On the other hand, although Synge might be  accused of being partial to man, of taking the responsibility from man’s shoulders and putting it upon the universe. Yet, there are also clues about Synge’s reliance upon the free will as he seems to have the idea that “a man’s will is apparently under the control of his mind and this means that if the other powers around him are in a momentary equilibrium, he can act freely” (Miller, 21). However, in Riders to the Sea, there is not a balance that enables the characters to be subject to their free will rather than the universe. They are simply victims of the nature. Therefore, the reflection of Synge’s idea in Riders to the Sea is that the responsibility completely belongs to the universe, rather than man’s power of creating his own destiny. The paradox that it is whether the power of the universe or the free will that constitutes the plots of our lives is, to some extent, solved in Synge’s play Riders to the Sea, as it appears that the responsibility belongs to the universe, rather than man’s conscious.

            In conclusion, being a perfect one-act tragedy, Riders to the Sea can be read by taking the dramatic Irish peasant life, the identity search of the marginalized Irish people, and most importantly, the paradox of free will and natural forces into consideration.
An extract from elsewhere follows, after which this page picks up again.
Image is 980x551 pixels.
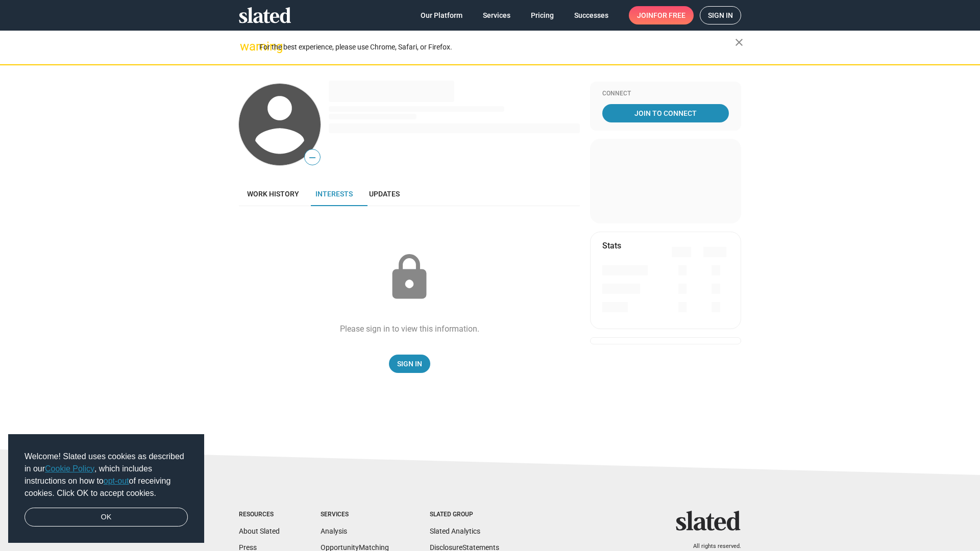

It is showed that Synge’s understanding of man’s place in the universe can be said to be mostly depended on the nature. Although his characters are trying to be free of their faith, there is always an incline towards the path of the faith and this incline makes them the vulnerable victims of the universe, as it is seen in the play. It is Synge’s success that he deals with the concrete environment of the Irish peasants and as well as one of the most important and constant problems of mankind.